The car, he explained as we passed fields at a leisurely pace, had been his granddad's. It had never suffered any kind of mechanical breakdown, unless you counted the radio, which had ceased working properly six months after the car was bought and so would not play anything other than eighties tunes.

“That must be annoying.” I said.

“Granddad said it was novel in the seventies, but got old real soon after then,” he deadpanned.

He parked the car on the verge of a seldom travelled road, lifted a rucksack from the boot and led me through an over-grown stile into a field. I followed him along a meandering path, snaking around bushes and then taking a route through a small copse as though it had been laid by a drunk with nowhere in particular to go.

“They could have made this straighter,” I remarked.

“Its easier to follow where the path wants to go,” he replied. “That’s the problem with modern roads, they build them straight and it takes so much effort to follow them.”

I spent the next few minutes trying to digest this as the path zigzagged through a grassy meadow, but I guess he could have been right because we found ourselves at the top of a ridge, the car visible far below us, there had been no sense of climbing. He pulled a blanket out of his bag and set up a picnic as I surveyed the kind of view that people call idyllic but rarely actually go out of their way to find.

We ate a spread of off-beat food, brie and beetroot sandwiches, quail eggs wrapped in bacon, parsnip and sweet potato crisps, cheese scones spread with quince jelly and a cake that he said was made with pineapple and courgette. He told me that it was mostly what he had found in the fridge.

We spent a couple of hours sat, chatting about nothing, drinking gooseberry cordial and enjoying the one nearly perfect day of Spring, until a chill wind rose up and he suggested heading back.
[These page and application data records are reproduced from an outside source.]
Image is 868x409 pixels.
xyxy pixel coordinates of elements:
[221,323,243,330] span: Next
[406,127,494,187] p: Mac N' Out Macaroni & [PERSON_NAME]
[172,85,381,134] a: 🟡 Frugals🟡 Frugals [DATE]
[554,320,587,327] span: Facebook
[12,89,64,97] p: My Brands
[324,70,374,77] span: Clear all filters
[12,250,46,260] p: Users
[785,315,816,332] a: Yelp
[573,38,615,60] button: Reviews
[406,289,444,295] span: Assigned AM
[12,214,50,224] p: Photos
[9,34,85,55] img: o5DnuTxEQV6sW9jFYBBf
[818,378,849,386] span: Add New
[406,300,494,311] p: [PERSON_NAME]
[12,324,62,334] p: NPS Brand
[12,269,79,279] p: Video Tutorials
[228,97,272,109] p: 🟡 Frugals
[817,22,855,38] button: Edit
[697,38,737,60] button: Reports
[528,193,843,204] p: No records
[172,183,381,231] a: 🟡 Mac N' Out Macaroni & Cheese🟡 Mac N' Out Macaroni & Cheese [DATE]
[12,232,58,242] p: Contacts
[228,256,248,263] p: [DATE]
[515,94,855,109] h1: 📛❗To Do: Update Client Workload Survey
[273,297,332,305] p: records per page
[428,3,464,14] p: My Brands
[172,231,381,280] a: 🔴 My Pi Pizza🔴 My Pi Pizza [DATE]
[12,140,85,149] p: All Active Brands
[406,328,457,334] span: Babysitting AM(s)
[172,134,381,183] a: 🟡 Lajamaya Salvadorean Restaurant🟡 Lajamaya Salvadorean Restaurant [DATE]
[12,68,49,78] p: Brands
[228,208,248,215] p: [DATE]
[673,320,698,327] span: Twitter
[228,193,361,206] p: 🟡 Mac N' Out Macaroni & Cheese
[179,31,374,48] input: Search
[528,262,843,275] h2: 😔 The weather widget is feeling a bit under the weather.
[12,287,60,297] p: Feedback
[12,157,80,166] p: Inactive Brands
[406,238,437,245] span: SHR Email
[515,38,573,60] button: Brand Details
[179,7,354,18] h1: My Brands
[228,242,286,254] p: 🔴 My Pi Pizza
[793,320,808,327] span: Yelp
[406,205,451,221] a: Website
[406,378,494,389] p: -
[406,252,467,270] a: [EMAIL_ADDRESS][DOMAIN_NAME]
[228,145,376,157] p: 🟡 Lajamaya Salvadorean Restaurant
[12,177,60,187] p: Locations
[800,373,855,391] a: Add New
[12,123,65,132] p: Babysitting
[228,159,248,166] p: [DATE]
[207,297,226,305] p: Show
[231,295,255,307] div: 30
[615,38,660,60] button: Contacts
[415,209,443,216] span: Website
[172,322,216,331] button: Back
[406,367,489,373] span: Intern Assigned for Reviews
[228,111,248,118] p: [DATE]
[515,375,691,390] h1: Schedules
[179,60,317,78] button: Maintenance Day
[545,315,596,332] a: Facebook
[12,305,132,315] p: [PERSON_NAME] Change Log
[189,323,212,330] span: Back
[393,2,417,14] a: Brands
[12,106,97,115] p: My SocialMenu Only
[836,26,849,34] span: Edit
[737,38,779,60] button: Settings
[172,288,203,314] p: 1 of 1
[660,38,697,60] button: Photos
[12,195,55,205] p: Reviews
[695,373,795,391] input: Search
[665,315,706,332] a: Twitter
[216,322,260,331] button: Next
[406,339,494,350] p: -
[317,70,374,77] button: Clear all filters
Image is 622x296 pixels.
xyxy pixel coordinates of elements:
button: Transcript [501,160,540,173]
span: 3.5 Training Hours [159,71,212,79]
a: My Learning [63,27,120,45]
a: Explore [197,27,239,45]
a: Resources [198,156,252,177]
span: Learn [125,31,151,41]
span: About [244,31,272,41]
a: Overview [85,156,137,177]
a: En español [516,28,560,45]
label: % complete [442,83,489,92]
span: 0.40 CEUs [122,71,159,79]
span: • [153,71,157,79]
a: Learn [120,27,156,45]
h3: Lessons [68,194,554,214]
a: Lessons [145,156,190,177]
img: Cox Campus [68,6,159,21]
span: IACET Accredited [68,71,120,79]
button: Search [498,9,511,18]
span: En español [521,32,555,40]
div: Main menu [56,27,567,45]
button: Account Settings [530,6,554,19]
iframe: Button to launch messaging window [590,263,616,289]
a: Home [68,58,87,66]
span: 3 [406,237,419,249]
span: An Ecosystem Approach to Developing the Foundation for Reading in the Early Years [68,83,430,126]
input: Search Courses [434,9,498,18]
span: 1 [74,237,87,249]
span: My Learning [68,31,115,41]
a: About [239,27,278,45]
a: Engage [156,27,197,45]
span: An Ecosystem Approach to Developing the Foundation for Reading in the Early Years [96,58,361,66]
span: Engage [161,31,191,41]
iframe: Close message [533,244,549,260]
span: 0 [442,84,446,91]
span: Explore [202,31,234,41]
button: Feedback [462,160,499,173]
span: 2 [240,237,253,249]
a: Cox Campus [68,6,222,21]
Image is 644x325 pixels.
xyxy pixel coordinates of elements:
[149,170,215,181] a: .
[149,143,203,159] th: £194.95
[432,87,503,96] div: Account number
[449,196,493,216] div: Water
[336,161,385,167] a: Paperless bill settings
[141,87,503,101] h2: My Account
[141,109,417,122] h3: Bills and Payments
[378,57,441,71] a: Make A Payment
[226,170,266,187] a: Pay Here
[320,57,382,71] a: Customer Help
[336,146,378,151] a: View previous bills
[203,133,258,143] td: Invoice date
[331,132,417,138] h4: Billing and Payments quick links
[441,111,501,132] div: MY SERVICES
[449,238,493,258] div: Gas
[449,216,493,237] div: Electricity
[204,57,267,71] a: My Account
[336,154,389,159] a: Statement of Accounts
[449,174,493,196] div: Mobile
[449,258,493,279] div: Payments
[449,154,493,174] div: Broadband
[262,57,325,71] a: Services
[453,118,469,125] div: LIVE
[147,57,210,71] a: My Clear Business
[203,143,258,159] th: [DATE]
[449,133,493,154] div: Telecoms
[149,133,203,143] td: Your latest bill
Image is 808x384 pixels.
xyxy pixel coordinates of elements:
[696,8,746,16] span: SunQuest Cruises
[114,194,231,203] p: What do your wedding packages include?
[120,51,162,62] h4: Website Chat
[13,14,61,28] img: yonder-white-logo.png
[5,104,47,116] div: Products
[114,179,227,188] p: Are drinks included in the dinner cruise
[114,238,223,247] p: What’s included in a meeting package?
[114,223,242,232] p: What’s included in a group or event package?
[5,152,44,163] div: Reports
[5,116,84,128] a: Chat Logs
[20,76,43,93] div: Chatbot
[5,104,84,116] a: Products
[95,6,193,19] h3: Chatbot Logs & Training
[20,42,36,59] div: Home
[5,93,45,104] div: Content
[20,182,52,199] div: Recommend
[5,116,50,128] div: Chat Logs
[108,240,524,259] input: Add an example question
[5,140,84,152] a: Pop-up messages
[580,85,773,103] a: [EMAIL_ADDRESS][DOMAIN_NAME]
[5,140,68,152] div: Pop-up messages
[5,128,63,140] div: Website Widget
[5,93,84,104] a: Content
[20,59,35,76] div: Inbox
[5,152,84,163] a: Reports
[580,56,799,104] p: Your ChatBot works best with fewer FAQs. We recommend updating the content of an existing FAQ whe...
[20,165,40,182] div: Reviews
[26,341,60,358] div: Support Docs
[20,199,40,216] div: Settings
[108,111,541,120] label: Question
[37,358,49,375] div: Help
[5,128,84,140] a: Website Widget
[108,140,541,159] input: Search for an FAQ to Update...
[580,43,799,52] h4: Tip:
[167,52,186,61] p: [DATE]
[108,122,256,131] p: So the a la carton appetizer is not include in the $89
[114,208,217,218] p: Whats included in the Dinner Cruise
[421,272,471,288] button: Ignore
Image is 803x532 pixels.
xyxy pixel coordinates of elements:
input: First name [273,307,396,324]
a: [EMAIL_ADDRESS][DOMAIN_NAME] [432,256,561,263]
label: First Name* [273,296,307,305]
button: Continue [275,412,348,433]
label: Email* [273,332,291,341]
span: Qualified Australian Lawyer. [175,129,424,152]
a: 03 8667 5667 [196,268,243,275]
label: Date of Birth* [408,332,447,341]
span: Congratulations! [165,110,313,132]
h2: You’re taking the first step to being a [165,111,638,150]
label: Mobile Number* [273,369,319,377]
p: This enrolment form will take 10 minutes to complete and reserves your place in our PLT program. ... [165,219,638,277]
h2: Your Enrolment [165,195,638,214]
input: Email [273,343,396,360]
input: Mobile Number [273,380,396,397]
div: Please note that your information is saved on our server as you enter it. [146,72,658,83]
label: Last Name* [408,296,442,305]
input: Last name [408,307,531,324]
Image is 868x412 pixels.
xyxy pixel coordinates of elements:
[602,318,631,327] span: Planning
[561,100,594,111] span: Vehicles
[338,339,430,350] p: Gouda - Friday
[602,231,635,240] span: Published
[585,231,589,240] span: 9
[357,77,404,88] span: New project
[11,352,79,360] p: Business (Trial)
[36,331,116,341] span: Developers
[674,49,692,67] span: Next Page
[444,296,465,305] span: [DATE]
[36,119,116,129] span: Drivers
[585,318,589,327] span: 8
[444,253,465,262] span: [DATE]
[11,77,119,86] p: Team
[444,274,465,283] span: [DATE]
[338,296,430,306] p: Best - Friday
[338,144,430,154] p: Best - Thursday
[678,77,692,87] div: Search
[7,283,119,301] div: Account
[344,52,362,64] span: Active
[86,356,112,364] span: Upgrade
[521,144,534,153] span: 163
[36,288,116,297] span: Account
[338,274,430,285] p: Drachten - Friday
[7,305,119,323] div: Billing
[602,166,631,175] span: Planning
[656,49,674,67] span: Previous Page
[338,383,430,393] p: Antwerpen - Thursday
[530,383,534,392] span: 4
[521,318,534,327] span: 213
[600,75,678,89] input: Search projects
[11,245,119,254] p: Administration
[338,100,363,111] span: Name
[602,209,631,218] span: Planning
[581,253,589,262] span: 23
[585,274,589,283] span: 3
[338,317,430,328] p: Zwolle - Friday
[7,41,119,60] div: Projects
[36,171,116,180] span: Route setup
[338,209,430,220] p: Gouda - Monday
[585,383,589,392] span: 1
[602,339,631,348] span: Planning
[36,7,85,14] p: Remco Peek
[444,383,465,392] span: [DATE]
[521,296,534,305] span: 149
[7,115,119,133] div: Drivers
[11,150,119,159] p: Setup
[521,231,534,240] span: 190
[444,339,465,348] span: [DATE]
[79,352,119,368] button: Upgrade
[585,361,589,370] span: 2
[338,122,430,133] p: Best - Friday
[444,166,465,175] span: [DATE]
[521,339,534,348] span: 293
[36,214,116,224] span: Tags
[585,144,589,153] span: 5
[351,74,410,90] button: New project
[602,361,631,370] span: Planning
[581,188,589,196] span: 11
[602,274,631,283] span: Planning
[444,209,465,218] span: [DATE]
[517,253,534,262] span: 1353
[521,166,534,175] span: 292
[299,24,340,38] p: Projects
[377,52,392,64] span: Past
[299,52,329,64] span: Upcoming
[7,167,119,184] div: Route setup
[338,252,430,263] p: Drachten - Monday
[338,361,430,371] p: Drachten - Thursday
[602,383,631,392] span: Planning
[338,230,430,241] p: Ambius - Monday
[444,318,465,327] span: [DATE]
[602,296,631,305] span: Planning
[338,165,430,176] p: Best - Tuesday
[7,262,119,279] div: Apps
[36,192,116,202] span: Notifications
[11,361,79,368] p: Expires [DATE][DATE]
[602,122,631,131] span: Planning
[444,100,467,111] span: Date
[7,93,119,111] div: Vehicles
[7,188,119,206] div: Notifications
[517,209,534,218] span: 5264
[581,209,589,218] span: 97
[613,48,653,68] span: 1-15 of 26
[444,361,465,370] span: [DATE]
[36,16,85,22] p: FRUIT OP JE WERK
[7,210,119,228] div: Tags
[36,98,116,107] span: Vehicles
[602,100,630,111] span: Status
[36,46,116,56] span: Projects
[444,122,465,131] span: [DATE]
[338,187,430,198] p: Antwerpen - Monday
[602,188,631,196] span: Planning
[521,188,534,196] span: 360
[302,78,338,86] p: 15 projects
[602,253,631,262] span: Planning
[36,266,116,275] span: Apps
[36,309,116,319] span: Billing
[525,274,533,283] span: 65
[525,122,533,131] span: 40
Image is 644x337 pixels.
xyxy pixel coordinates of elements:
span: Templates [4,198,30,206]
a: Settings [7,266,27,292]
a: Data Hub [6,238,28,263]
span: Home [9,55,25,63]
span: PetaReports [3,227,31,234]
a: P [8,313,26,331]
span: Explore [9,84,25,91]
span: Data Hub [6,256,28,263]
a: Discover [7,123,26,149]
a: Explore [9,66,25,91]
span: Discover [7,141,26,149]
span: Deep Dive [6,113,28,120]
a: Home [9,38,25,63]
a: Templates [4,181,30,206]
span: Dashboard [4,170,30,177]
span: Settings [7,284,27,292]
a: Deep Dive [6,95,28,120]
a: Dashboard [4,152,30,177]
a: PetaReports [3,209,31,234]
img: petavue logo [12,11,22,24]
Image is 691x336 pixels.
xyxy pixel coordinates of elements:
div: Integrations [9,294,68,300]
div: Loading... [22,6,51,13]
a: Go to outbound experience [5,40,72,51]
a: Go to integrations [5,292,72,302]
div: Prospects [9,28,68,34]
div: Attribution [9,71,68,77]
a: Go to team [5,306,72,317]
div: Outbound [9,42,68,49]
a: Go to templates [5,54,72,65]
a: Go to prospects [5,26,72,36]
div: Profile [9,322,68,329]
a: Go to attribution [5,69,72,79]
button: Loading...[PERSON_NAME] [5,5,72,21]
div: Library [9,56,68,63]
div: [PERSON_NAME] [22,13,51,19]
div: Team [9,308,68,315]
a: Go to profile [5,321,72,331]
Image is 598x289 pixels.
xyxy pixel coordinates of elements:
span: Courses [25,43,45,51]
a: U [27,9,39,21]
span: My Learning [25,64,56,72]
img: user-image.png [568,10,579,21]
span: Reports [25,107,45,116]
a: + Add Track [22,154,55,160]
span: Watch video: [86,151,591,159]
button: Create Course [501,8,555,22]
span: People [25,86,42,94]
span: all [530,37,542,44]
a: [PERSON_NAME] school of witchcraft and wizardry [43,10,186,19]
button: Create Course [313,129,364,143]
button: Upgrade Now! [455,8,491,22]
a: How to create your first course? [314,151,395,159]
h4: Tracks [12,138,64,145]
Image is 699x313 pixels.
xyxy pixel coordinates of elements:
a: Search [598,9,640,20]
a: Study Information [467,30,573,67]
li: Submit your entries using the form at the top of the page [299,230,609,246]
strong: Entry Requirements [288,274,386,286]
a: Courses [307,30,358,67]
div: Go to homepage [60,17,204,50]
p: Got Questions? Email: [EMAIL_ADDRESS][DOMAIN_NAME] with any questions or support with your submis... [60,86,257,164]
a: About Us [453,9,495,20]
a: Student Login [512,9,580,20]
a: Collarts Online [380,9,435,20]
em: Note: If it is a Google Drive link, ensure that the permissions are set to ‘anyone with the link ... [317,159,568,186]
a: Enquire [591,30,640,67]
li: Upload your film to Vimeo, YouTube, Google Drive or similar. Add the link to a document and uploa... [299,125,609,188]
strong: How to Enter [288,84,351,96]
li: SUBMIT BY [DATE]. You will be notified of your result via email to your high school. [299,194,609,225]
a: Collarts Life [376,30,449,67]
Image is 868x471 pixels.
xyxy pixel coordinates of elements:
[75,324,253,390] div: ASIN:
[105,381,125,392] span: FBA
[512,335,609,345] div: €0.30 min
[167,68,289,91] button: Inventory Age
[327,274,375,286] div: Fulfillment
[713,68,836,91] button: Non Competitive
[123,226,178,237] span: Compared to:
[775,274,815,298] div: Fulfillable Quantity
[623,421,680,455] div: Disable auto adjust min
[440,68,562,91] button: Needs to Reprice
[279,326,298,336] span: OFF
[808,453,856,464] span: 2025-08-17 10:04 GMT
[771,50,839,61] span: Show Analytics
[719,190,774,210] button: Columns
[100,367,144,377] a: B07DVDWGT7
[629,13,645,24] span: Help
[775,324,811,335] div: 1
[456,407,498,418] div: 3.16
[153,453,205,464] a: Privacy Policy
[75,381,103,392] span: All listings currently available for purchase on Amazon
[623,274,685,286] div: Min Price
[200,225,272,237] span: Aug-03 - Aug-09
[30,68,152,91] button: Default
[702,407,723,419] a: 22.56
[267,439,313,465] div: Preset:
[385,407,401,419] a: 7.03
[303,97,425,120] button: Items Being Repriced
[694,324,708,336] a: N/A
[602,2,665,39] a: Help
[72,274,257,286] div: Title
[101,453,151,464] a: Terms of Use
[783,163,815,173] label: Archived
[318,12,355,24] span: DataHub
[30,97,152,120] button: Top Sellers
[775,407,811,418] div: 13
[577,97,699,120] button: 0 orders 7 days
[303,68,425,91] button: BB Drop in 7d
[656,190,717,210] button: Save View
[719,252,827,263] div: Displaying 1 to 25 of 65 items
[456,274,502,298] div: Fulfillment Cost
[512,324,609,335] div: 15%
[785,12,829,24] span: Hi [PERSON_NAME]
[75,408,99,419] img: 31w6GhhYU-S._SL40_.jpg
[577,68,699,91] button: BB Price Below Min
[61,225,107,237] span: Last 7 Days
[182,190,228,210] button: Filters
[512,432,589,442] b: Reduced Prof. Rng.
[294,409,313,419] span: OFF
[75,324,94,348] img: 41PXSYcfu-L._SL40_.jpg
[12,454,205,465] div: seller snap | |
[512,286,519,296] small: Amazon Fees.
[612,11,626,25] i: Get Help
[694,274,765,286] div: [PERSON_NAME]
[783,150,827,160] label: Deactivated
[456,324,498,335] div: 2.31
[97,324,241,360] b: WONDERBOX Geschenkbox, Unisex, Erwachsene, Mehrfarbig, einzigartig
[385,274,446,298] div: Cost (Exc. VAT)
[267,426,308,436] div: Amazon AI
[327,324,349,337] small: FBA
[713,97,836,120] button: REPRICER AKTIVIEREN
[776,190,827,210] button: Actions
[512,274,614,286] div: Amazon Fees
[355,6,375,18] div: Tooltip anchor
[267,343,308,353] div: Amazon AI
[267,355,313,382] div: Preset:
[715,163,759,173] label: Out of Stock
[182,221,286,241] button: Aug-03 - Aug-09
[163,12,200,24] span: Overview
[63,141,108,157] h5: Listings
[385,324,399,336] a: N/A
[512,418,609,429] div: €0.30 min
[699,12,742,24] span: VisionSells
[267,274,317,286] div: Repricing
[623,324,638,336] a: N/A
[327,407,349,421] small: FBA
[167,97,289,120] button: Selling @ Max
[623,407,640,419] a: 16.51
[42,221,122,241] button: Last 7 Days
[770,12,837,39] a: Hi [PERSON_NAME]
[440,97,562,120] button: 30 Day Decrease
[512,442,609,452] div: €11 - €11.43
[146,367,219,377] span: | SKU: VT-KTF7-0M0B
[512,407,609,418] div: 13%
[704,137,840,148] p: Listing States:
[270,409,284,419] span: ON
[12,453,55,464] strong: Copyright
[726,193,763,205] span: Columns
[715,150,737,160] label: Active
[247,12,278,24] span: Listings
He left the rest of the cake, telling me it was a present for the pixies, so that they might let us use this spot again some other day.

As we drove back, Wham and Duran Duran playing on the radio, I realised that I had just broken all of my rules and spent the day with a bloke I hardly knew, leaving my phone at home. But there had been none of the pressing for a drunken Friday night tumble that marked my usual relations with the opposite sex. It was more like a date from the fifties as I imagined them, all jolly good fun and none of that hanky panky, but with less smoking and fewer quiffs. It was certainly better than spending the day agreeing with Janet on what pigs men are.

A fortnight after that I managed to get Egg’s number from Steve, who had sealed the rift with Janet by single handedly keeping the local florist solvent. He apologised for not getting in touch, work had managed to get on top of him. I suggested that we go out to see a film and then I would cook us a meal, he agreed and arrived five minutes early with a bunch of pelargoniums and a bottle of rioja.

I had not heard of the film, but it turned out to be a quirky and intelligent thriller. We laughed at several inappropriate moments and he did not hog the popcorn. The cinema was virtually empty, it was not until a couple of weeks later that I saw it advertised on television so I assumed it was some sort of advanced preview screening.

Back at my house we dined in style on my vegetable lasagne served with over-done oven chips. He told me a story about the layers of lasagne representing the social strata of medieval Italy, proving that to survive at the top you have to tolerate slightly burnt cheese. I drank most of the wine as he had to drive home and had to work in the morning.

“I work for the family consultancy firm,” he explained. “Mostly communication and forecasting.”

“Sounds complicated,” I said.

“Not really,” he replied. “Its mainly answering the phone and making guesses.”


He kissed me sweetly as he left. Not a huge romantic snog, but a gentle peck on the cheek. Some of the distance had gone from his eyes and there was something in his wave as the old Ford pulled away from the kerb. My lasagne never fails.